Combined with BNSFs desertion of its original transcontinental route over Raton Pass, southeastern Colorado could possibly face a coming decade worse than Great Depression era Dust Bowl disaster. The loss of infrastructure and possible replacement cost staggers the mind. This Coloradoan is wondering, "Why did we sell the line in the first place?"

4 comments:

  1. The smallest rail company in Kansas saves that state $2.5 million in road repair costs. A single county the the Towner line used to serve has lost $6 million in tax revenue since the service was stopped there.

    We need to stop saving money in ways that cost us in the future.

    ReplyDelete
  2. Ms. Bushnell, Thanks for your comment! I'm obviously inclined to agree, by the way. I am much discouraged by this move.

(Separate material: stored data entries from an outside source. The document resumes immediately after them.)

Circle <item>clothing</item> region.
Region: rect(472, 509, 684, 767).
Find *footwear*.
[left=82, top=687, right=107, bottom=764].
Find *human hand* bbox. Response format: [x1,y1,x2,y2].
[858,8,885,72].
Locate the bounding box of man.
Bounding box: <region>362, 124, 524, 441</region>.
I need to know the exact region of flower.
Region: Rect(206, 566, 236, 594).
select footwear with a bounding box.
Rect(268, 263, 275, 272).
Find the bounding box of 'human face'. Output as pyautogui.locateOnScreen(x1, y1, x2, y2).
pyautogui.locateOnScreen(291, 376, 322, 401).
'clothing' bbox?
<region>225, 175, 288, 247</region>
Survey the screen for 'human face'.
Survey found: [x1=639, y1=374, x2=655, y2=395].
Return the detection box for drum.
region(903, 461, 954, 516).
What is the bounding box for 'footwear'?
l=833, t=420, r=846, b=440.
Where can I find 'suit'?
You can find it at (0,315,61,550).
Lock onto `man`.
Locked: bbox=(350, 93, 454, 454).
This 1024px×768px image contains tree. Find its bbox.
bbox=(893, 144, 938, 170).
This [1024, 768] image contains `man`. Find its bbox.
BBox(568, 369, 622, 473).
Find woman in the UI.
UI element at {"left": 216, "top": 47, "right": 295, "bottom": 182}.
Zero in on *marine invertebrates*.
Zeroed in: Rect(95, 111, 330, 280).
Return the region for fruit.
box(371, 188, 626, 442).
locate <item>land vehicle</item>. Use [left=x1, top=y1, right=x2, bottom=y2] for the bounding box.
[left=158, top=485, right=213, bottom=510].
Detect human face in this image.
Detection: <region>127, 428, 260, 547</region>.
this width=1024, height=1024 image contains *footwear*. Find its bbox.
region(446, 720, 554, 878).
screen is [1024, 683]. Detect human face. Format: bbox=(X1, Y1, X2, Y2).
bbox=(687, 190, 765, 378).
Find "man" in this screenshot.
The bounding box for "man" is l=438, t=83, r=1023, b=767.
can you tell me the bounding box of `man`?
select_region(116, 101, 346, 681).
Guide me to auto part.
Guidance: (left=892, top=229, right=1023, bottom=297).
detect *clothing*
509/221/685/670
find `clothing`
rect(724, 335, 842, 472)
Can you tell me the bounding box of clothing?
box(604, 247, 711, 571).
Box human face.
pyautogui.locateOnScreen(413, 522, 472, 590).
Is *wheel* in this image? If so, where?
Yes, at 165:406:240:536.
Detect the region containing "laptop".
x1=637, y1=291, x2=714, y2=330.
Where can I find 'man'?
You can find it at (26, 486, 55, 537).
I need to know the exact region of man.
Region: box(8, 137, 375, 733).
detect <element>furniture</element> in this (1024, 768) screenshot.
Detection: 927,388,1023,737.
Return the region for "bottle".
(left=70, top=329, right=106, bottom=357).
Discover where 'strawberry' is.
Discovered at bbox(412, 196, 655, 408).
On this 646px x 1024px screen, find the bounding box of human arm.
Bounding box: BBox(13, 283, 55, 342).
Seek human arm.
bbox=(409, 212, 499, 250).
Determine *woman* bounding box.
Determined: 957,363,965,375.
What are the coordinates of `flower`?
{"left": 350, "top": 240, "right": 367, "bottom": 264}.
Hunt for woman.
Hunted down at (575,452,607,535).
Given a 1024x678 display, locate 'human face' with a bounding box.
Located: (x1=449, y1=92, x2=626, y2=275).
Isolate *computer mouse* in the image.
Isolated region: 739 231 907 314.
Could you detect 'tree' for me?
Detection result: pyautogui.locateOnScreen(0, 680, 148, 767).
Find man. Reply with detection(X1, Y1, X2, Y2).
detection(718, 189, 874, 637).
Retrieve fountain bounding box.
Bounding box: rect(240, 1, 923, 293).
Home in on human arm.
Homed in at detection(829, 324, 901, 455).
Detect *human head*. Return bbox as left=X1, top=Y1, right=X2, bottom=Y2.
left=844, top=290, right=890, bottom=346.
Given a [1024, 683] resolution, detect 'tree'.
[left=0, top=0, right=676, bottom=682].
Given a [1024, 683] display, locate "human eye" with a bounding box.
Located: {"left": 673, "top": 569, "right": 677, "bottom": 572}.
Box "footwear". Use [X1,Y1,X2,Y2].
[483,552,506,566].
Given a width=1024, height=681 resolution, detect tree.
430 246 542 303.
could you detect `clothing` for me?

    The British have an old expression for such blunders. They might say the state was acting "penny wise and pound foolish." Farmers from Kansas and Colorado might declare that Colorado was eating its seed, devouring what must be preserved for the next year's planting.

    Any move that stops an ongoing expense but strips your ability to act in the future is a bad move!

    Folks, please visit Ms. Bushnell's blog, Train Star. She has also posted more thoughts about the Towner line sale. Thanks!

    ReplyDelete
  3. Observed track maintainers on rails near Crowley Co, today. Maintenance work on the grade crossing at Hwy 71 in Ordway has been observed as well. Hopefully they will use this asset and not scrap it. Would love to see a railroad at work up here!

    ReplyDelete
  4. As of 4/4/2014, the rails and all associated equipment is still there, at least to Crowley. The code line is a wreck, and weeds are grown up between the rails.

    ReplyDelete

Colorado Railroads is a site dedicated to preserving and presenting rail transportation in the Centennial State. Join the growing fascination with railroading and the lives and industries connected by a ribbon of steel across, over and through the Continental Divide!